SEPTEMBER 11:  ONE YEAR LATER

  THE WILLIAM JOVANOVICH SYMPOSIUM
COLORADO COLLEGE

Thom Shanker

THOM SHANKER is Pentagon correspondent for The New York Times. He joined The Times in 1997, and was assistant Washington editor, responsible for managing the newspaper’s coverage of foreign policy, national security and economics from the Washington bureau, before being named Pentagon correspondent in May of 2001. Mr. Shanker has had foreign postings to Moscow, Berlin and Bosnia.

Prior to joining The Times, he was foreign editor of The Chicago Tribune. During his lengthy career as a foreign and national security correspondent, Mr. Shanker was The Tribune's senior European correspondent, based in Berlin, from 1992-1995. Most of that time was spent covering the wars in Croatia and in Bosnia-Herzegovina, where Mr. Shanker was the first reporter to uncover and write about the Serb campaign of systematic mass rape of Muslim women. He also wrote about European integration, NATO policy, nuclear smuggling and the withdrawal of American, British, French and Russian troops from Berlin following the reunification of the German capital.

He was The Tribune's Moscow bureau chief from 1985-1988, covering the first years of the Gorbachev era as well as issues of superpower arms control. From 1988-1990, he was The Tribune's Pentagon correspondent. Mr. Shanker returned to Moscow from 1990-1992 to cover the death of the USSR and the collapse of the communist empire in Eastern Europe. He also spent one year as the foreign and military affairs writer on The Tribune editorial board.

Mr. Shanker spent two years in the master's degree program at The Fletcher School of Law and Diplomacy, at Tufts University, specializing in strategic nuclear policy and international law, passing his master’s orals with Highest Honors. He graduated Cum Laude in political science from Colorado College in Colorado Springs.

He has written on foreign policy, military affairs and the intelligence community for The New York Review of Books, The New Republic and the American Journalism Review. He is a contributor to “Crimes of War: What the Public Should Know,” an anthology published by Norton.

Mr. Shanker lives with his wife and two sons in Washington.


AIM OF THE TASK: Return each entry below exactly. Skip the images.

THE DATA:

----

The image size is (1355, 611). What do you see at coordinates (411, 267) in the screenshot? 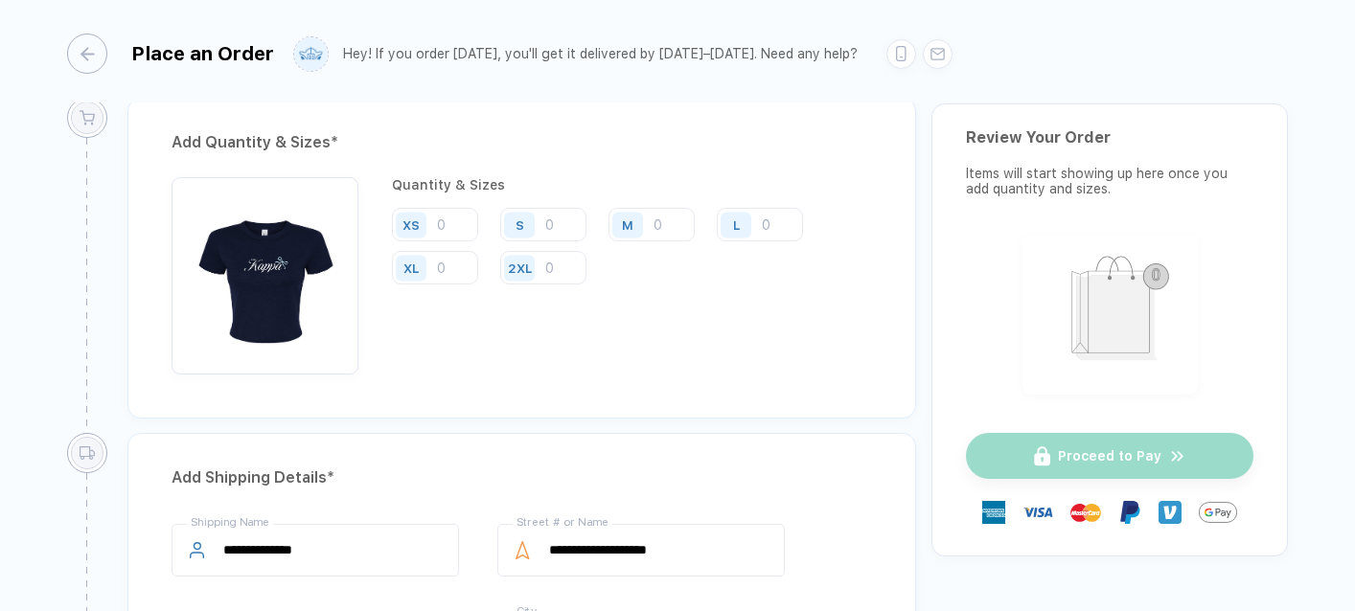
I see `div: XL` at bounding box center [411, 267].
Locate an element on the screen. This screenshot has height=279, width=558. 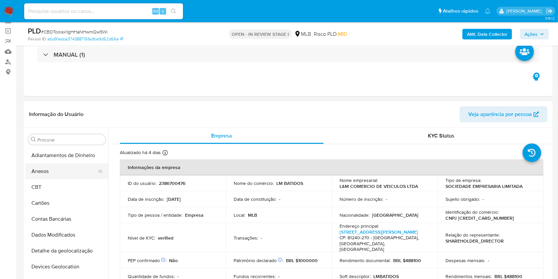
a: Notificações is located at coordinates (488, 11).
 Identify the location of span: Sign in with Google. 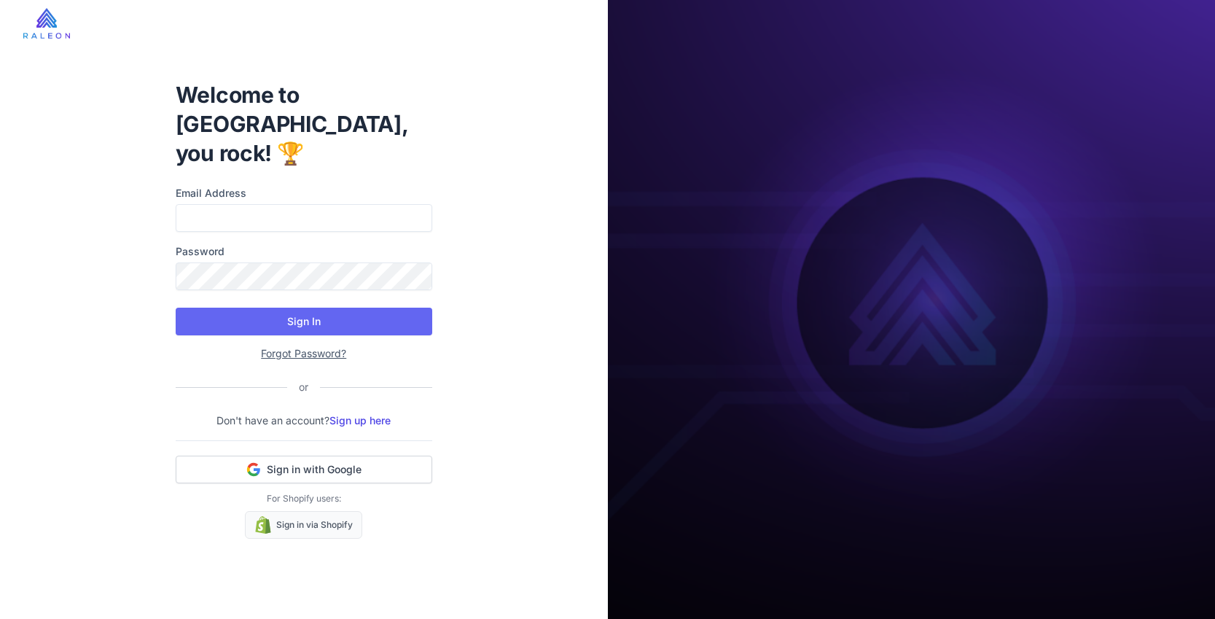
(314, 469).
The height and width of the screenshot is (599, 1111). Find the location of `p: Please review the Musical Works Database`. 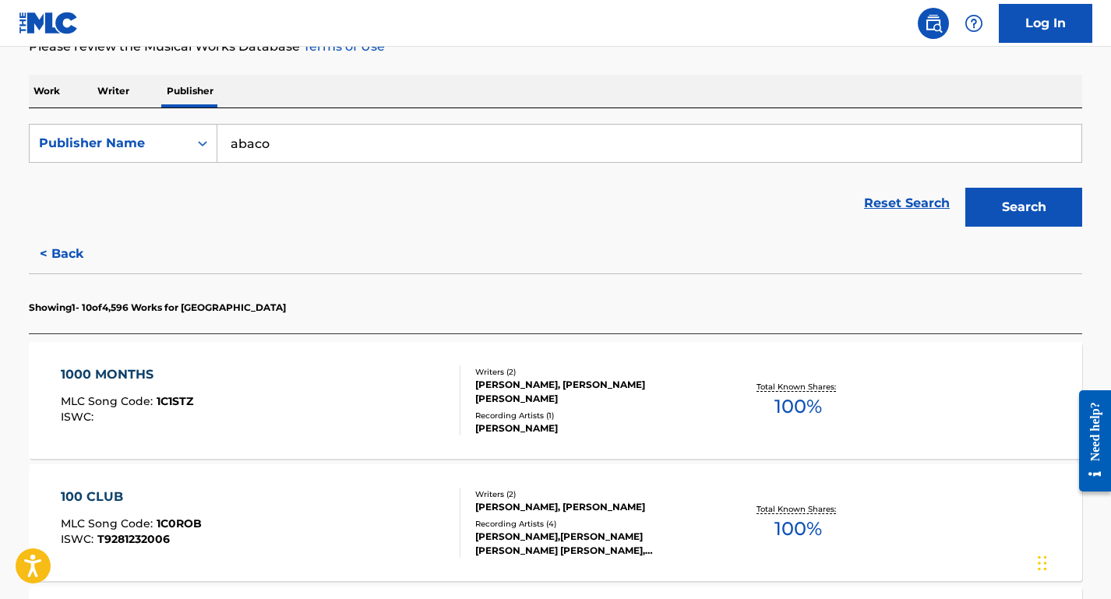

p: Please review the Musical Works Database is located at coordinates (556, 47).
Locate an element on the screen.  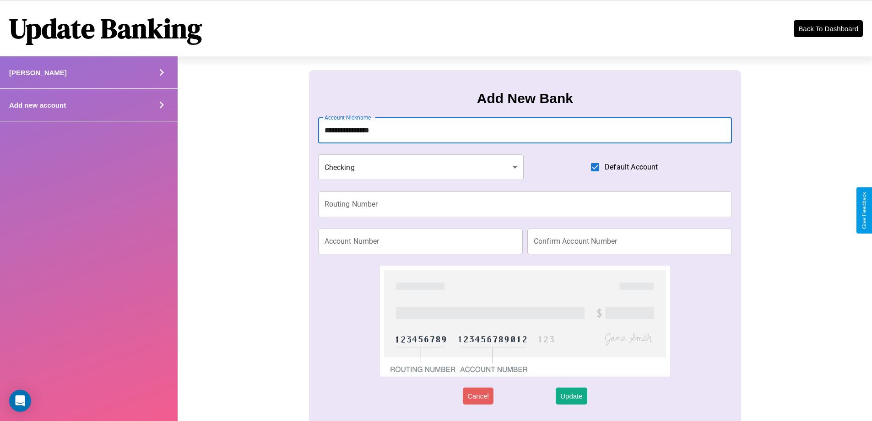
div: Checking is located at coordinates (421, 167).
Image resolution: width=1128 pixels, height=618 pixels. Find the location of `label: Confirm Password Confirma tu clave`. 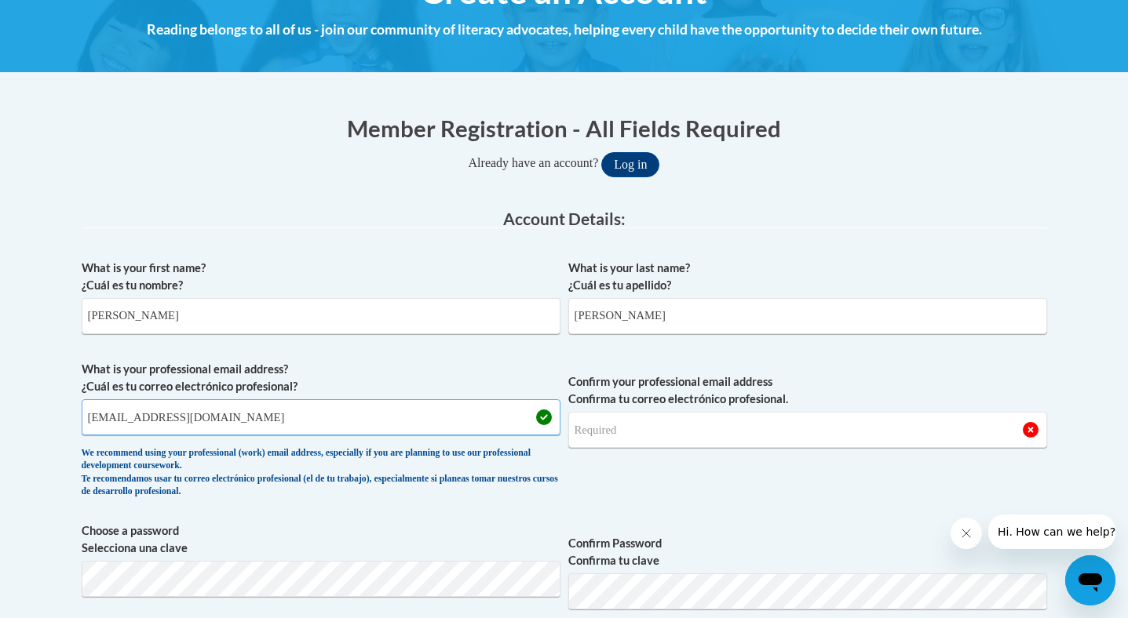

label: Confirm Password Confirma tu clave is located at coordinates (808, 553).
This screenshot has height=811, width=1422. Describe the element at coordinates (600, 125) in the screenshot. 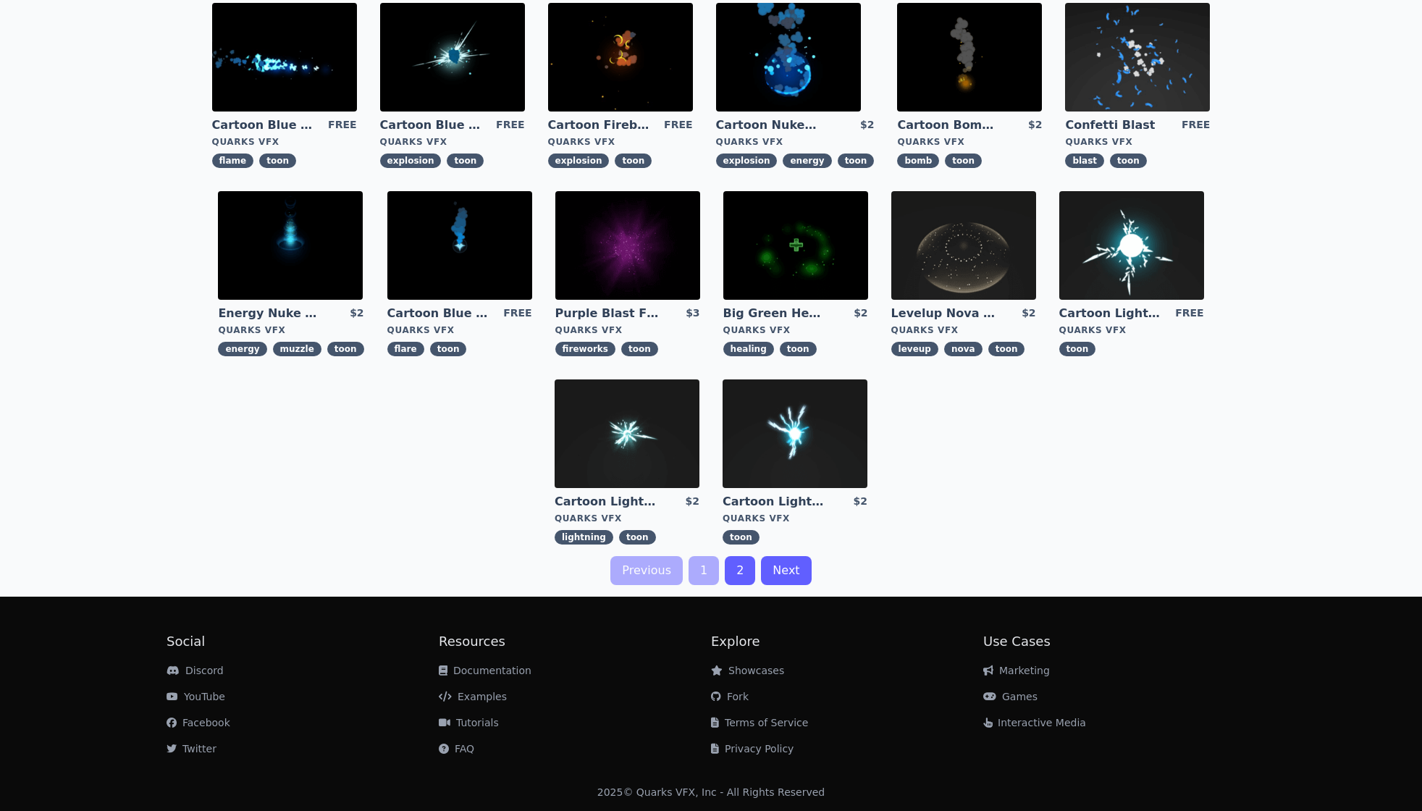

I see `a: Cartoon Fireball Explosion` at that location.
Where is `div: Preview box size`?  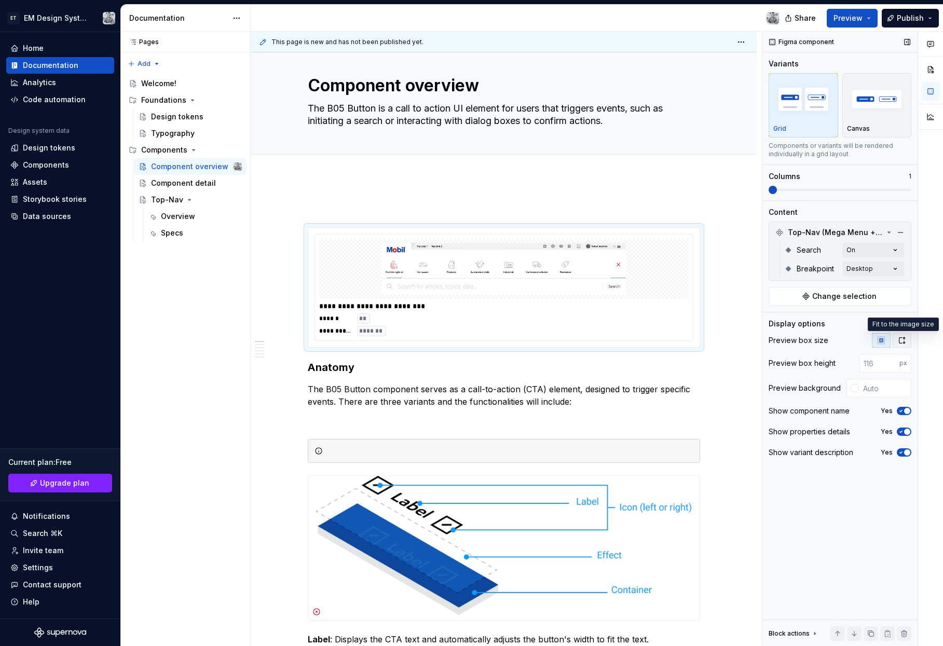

----

RESULT FOR THIS TASK:
The image size is (1355, 611). What do you see at coordinates (411, 267) in the screenshot? 
I see `div: XL` at bounding box center [411, 267].
Locate an element on the screen. This screenshot has height=279, width=558. 
a: Notificações is located at coordinates (488, 11).
 Identify the location of span: Sign in with Google. 
(314, 469).
The height and width of the screenshot is (599, 1111). Find the location of `p: Please review the Musical Works Database`. 

p: Please review the Musical Works Database is located at coordinates (556, 47).
Locate an element on the screen.  
div: Checking is located at coordinates (421, 167).
Image resolution: width=1128 pixels, height=618 pixels. Find the location of `label: Confirm Password Confirma tu clave`. 

label: Confirm Password Confirma tu clave is located at coordinates (808, 553).
This screenshot has height=811, width=1422. Describe the element at coordinates (600, 125) in the screenshot. 

I see `a: Cartoon Fireball Explosion` at that location.
Where is `div: Preview box size`?  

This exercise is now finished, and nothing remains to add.